In many ways, the past week was an eventful one. My very first and very cherished friend from graduate school, Vyga, came to visit for four nights with her daughter Simona, who is somehow almost six years old! Zander had time to play and fall in love with Simona. And Vyga and I spent time trying to fill the space that pediatric cancer creates, that somehow divides the world into cancer families and familes without cancer. We made some headway, she and I, and I continue to be astounded (as I was during graduate school) at her brilliance, curiosity, integrity, and humility. Thank you for wanting to know us and see us, Vyga, Simona, and Michael, taking time and money and energy from your lives, during very vulnerable and not-so-fun Cosgroverstreet days. I kept saying it to Vyga, and I'll say it again. It means the world.
Yesterday, May 26th, was also the one-year anniversary of my mother's death. One year ago my mother left this planet. I thought about her all day on Thursday, of course. I wore to work her cherished Rolex watch, which I had fitted to me years ago when we first moved her to a nursing home. But I saw clients and joined conference calls and read dissertations and papers like I normally would. I felt a weird sort of guilt, like I should be more debilitated than I was. Where was the paralysis, the tears, the emotional torpor, after all? But then I thought...she would understand and get it. Approve, even. "There is no time for torpor amidst leukemia, Vicky," she would say with a pronounced gasp. I miss her. I mean come on, of course I miss her. I've missed parts of her--more and more each year--since she started getting sick at the age of fifty-two, in 2002. There have been many times in the past year, when my father and brother have been in the same physical space as I, alongside Brian and the kids. In those moments, it's really often felt like she just must be in the bathroom. "Your mother's in the bathroom," my father would say. She'll be out any minute, just hang tight. But then of course, she doesn't come out. There is a discernible space in the room that could only be filled by her presence. It has truthfully been in those moments that I've decided that Wendellyn (nee' Hinton) Cosgrove led a purposeful and decidedly meaning-filled life. It feels like she must just be in the bathroom..AND I want her to come out and join the conversation. You're missing, Mom. I miss you. And somehow you are with me every single day.

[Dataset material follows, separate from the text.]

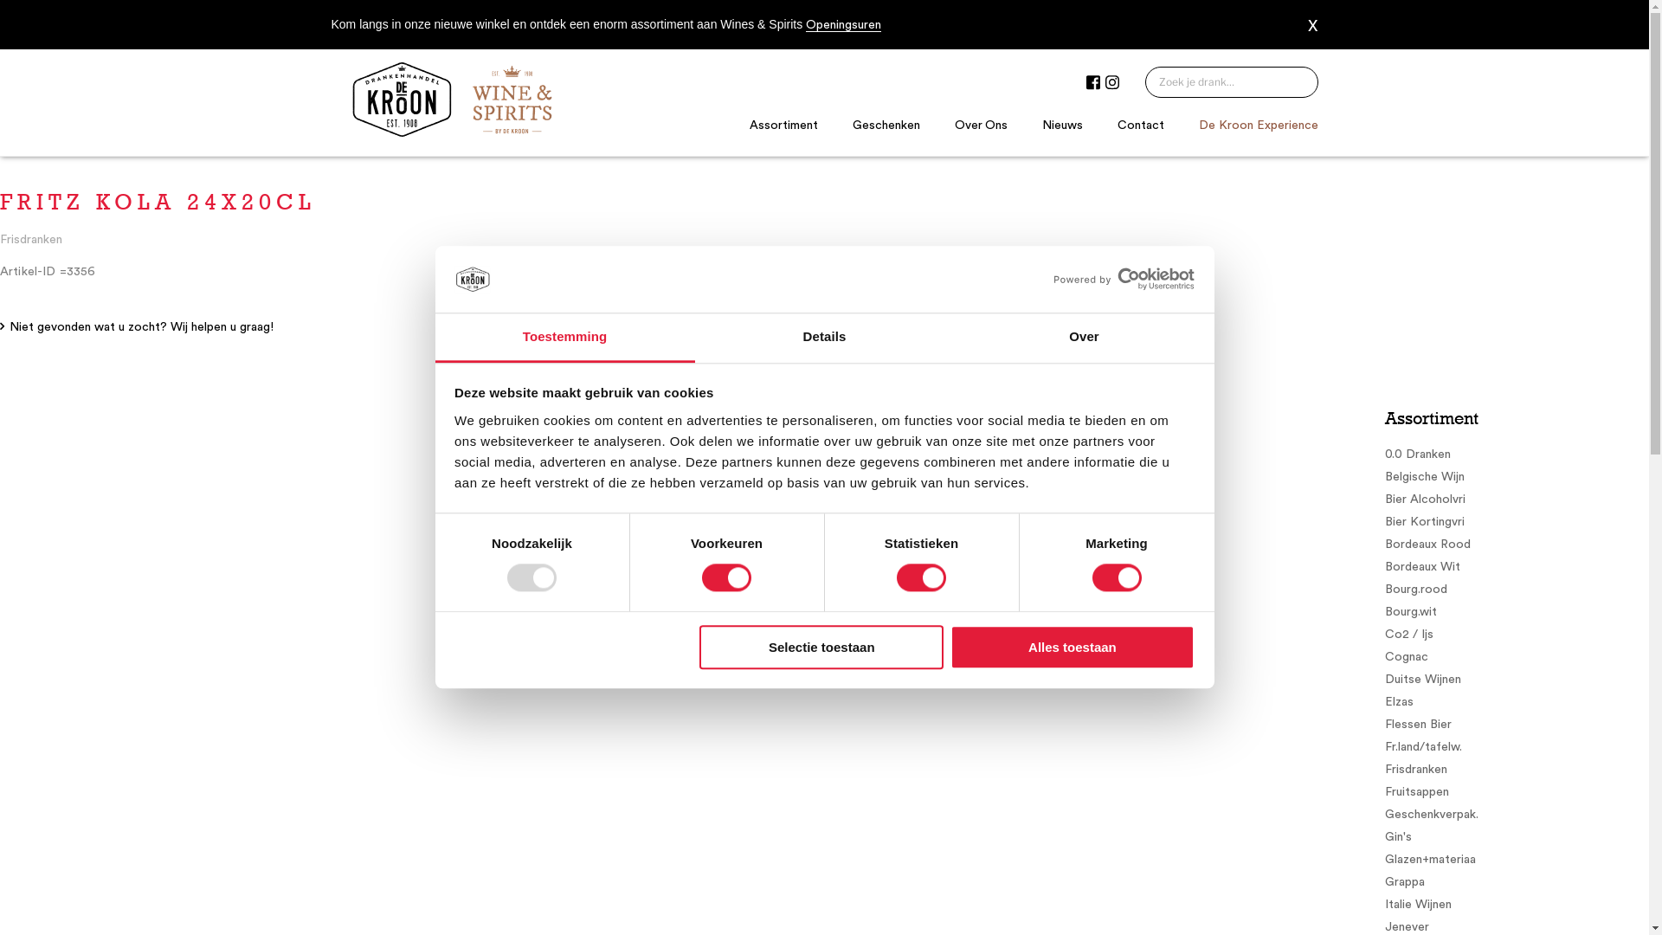 The height and width of the screenshot is (935, 1662). What do you see at coordinates (1517, 478) in the screenshot?
I see `Belgische Wijn` at bounding box center [1517, 478].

Congratulations, Zander Silas! Sausage and pasta are coming, Sissy. Onward, Cosgroverstreets. Onward with purpose and meaning.
Comments
Chris Cosgrove 8 years, 6 months ago
Thanks once again, Vic, for a truly wonderful blog.
Link | ReplyLove, Chris
Natalie Whiteford 8 years, 6 months ago
Way to go Zander! And way to go to all the Cosgroverstreets in body or spirit...you are an amazing family and we all love you.
Link | Replyvk 8 years, 6 months ago
Sometimes when something awful happens in life it feels as if the rug has been ripped out from under you - resulting in a visceral feeling of gasping for air while being sent head over heels. One unexpected realization gleaned from my visit with you was that pediatric cancer (diagnosis & treatment) repeatedly, intermittently, & unexpectedly brings with it that visceral experience of falling & not knowing how badly it will hurt. Thank you for opening your home & your life to me & Simona. You all are extraordinary people. Really just a superlative family & team. I'm looking forward to your lives becoming free from the relentless preoccupations that accompany cancer. Difficult to fathom, isn't it.